When Tony Abbott last month stomped around a military base in Afghanistan in bomb disposal kit he looked more like an over-cautious beekeeper than a man of daring deeds.

But Abbott cannot be underrated for political boldness and dismissal of caution. His Action Man style has for the past 12 months allowed the Gillard government little time for rest or applause.
But now Tony Abbott is foreshadowing a switch from the relentless and restless tactics to a more settled period of policy creation. Twice in the past seven days he has pointed to extra effort in the contest of policy ideas, while still harassing the Government.
“The relative weighting” of Opposition priorities changes through the three year term of office, Abbott told Sky News yesterday, and one could expect that “being a credible alternative bulks just as large as holding the Government to account” in the coming year.
“I don’t think any of us ought to predict that this government is likely to last two years,” he said. “It may, it may not. We have to be ready for whatever happens.”
The objective is perfectly reasonable, but there is no certainty that Abbott, by far one of the most interesting characters in Australian politics along with Kevin Rudd, can settle himself to the task.
Abbott rightly argues the Opposition has come up with a welter of policy ideas, but in many cases they have been ideas designed to torpedo the Government’s rival proposals.
There is a significant distance between policy generated primarily out of a political strategy and policy presented because it is the best thing to do.
So the Coalition is now committed to an expensive parental leave scheme involving a tax rise, and to increasing pensions without using money raised by carbon pricing, because that made life harder for the Government.
This is policy skirmishing, not considered policy creation, and reflects Abbott’s action man political persona. He would rather keep launching raids on the Government’s climate change and asylum seeker positions than stay still for a moment to push well-formed Coalition policies on, for example, small business.
Always the action man.
That small walk-on costume part in the bomb disposal clobber would have been satisfying for Abbott. It addressed a need in his personality, as did firing off a few rounds on a previous visit.
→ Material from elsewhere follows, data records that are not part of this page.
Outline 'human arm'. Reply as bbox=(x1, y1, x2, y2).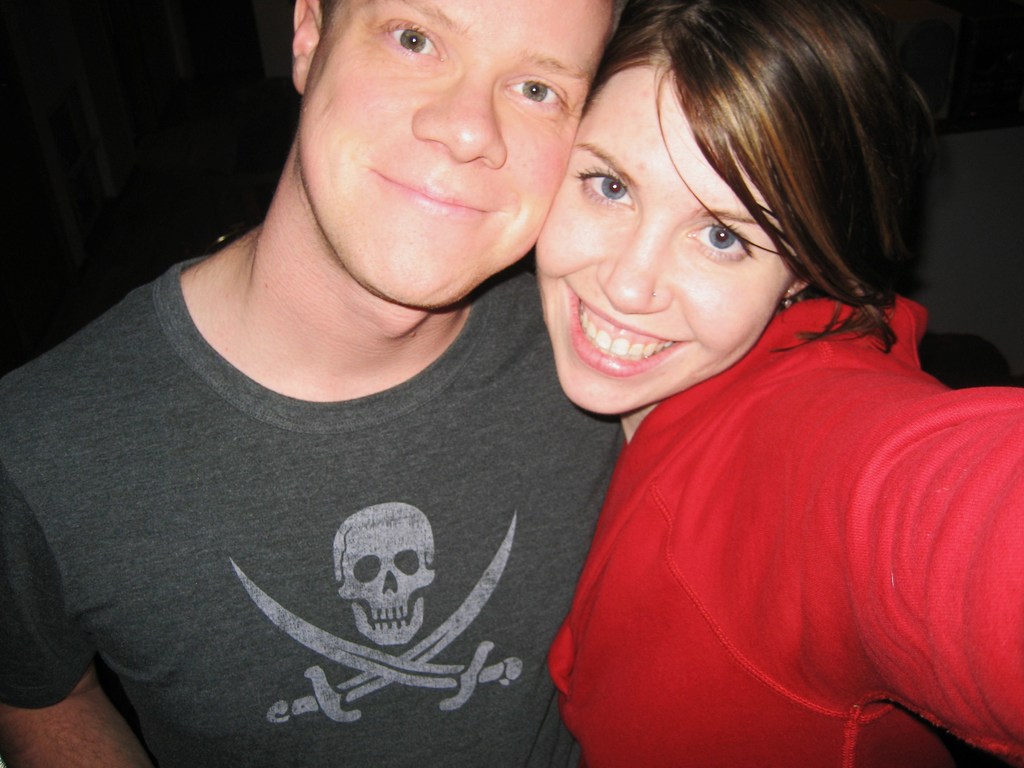
bbox=(848, 374, 1023, 755).
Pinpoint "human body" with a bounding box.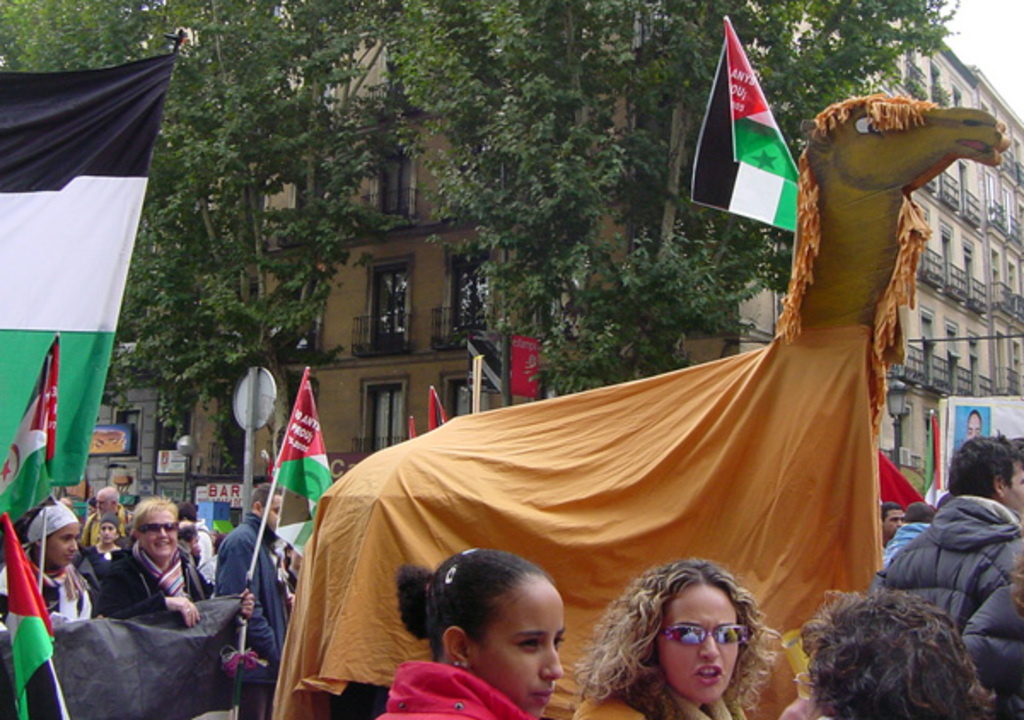
(884, 435, 1022, 688).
The Opposition Leader has a deep-seated yearning for exposure to danger that tests his manliness. He would like to be a Churchillian combination of soldier, journalist and political leader.
He’s been a journalist, is now a party leader, but hasn’t put his life on the line in a gun battle against an evil enemy.
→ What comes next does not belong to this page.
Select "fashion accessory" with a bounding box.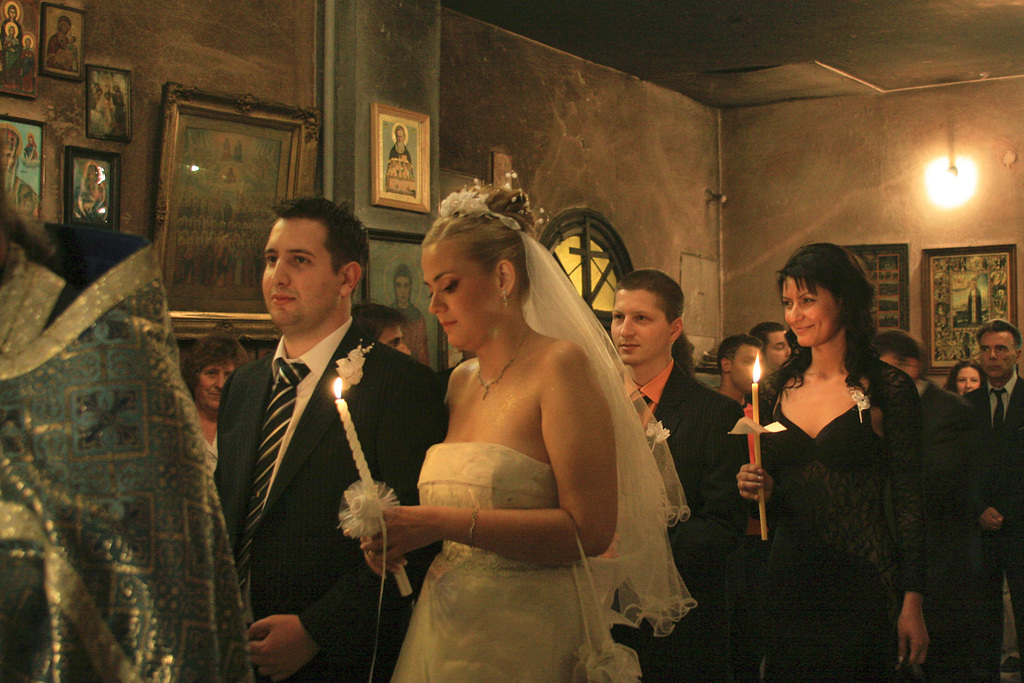
x1=988, y1=387, x2=1009, y2=440.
The closest he has come to that recently was a few weeks ago when he visited a building site for another carbon pricing political raid and waved a nail gun around in a mock threat to journalists.
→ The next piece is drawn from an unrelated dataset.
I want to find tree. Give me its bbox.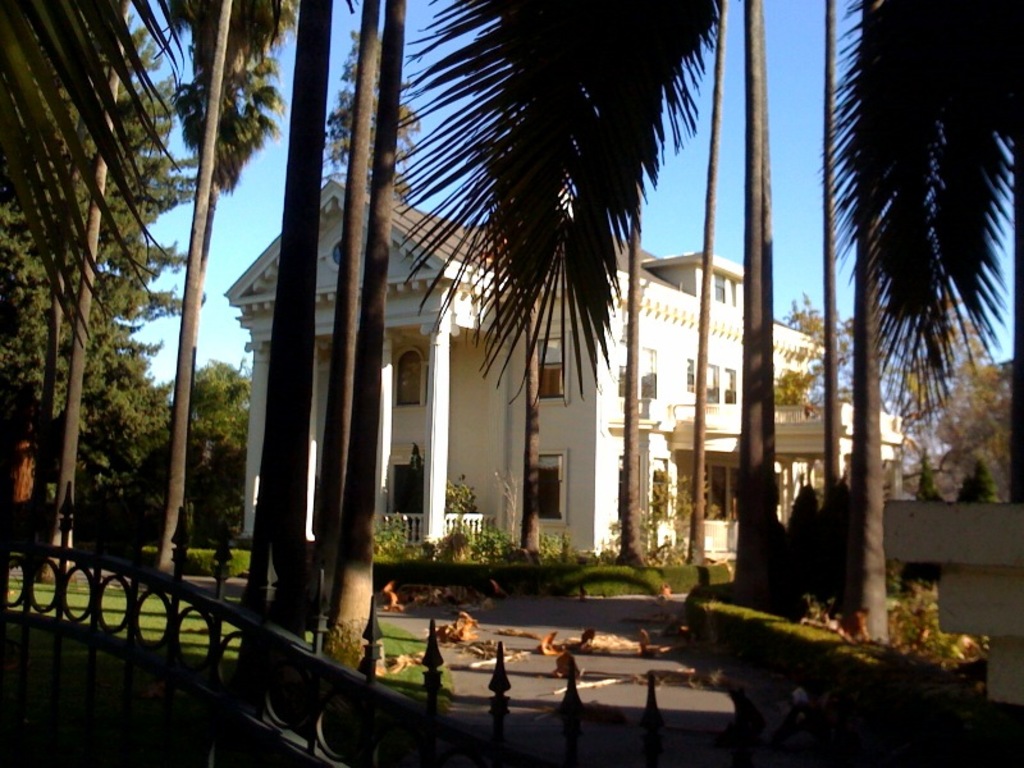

Perhaps he thought there was a chance no jury would convict if he impaled just a few hacks.
Abbott’s ambition to go on patrol with Special Forces in Afghanistan, embedded like a reporter, has been discouraged by military authorities, and he has felt the disappointment.
But if he is looking for mighty deeds to accomplish he might start with an Opposition economic policy that adds up, and a certain amount of boldness on the workplace relations front.